Discusses both the human and the natural history of the islands of California, including all eight Channel Islands, Ano Nuevo, the Farallons, and the islands of San Francisco Bay. This title explores the formation of the islands; discuss the history of human habitation.
A memoir presents David Powell's lifelong love of the ocean and gives a highly personal, behind-the-scenes look at California's magnificent and innovative aquariums. David Powell, for many years curator of the world-renowned Monterey Bay Aquarium, tells the story of his life as a pioneering aquarist.
Exploring the link between the creative and the sacred, the author of this text claims that artists have become the spiritual vanguard of our time. Drawing on interviews with painters, sculptors, writers, singers, dancers and actors, he includes the spiritual insights of accomplished artists.
Henry David Thoreau was caught at a critical turn in the history of science, between the ebb of Romanticism and the rising tide of positivism. This book shows how he responded to the challenges posed by the new ideal of objectivity not by rejecting the scientific world view, but by humanizing it for himself.
Provides an account of the knowledge that science provides. This title offers an absorbing discussion of how life works, of the nature of reproduction, aging, and death, and of the necessary fragility of the individual life compared to the resilience of life itself.
This work intends to convey the complicated story of how West Germans recast the past after the Second World War. It demonstrates the the "selective remembering" that took place among West Germans during the postwar years: in particular, they remembered crimes committed against Germans.
Composed by Tibet's great yogi-scholar and founder of the Ge-luk-ba school, Dzong-ka-ba's (1357-1419) "The Essence of Eloquence" stands as a landmark in Buddhist philosophy. This title focuses on how the conflict between appearance and reality is presented in the Mind-Only, or Yogic Practice, School.
In this study of unwed, divorced, widowed and married women at home across three political regimes, the author traces the transitions from early National Socialism through the war and on to the consolidation of democracy in the West and communism in the East.
As Mexican-Americans stand poised to become the largest nonwhite minority in the United States, their struggles with poverty assume national significance. Drawing on fieldwork in two impoverished California communities, this text provides a comparative perspective on Latino poverty in America.
Takes the reader on an informed and engaging journey into the social and ritual life of contemporary Vietnam.
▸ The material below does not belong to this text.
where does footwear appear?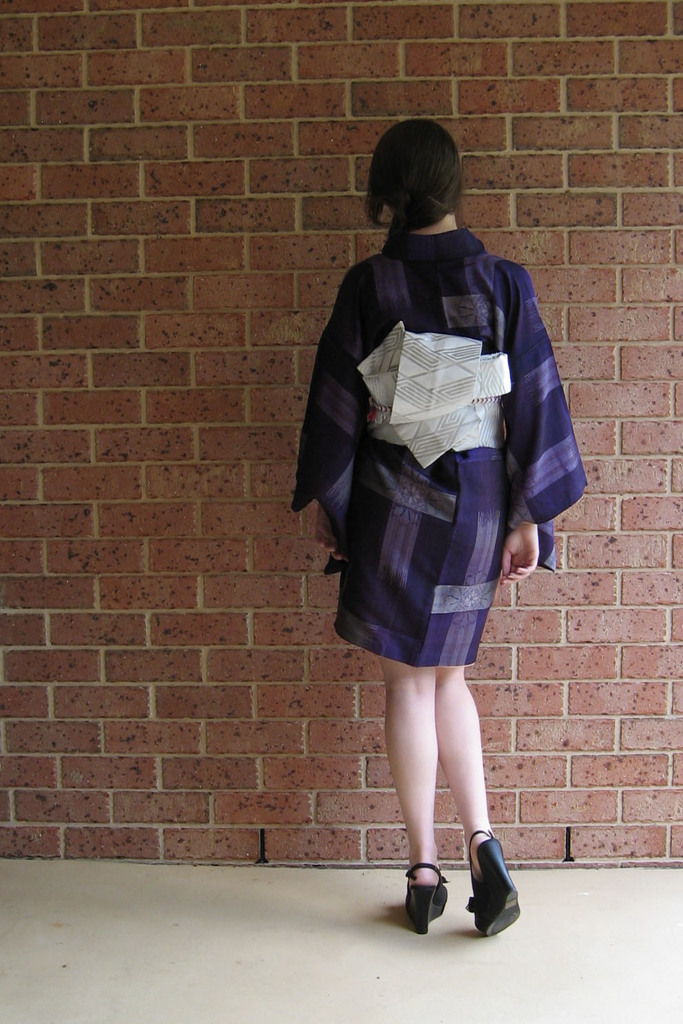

This title moves beyond the troubled wartime history of both nations to a deeper portrayal of how Vietnamese of different ages, ethnicities, occupations, and circumstances live at the start of the twenty-first century.
In 1860 William Brewer, a young Yale-educated teacher of the natural sciences and a recent widower, eagerly accepted an offer from Josiah Whitney to assist in the first geological survey of the state of California. This is a collection of his letters at the time describing the new state.
In the space of six years early in the seventeenth century, the Ottoman Empire underwent such turmoil and trauma. This work offers a reinterpretation of a major event in Ottoman history.
Explores the legacy of Lewis and Clark's momentous journey and, on the occasion of its bicentennial, considers the impact of their westward expedition on American culture.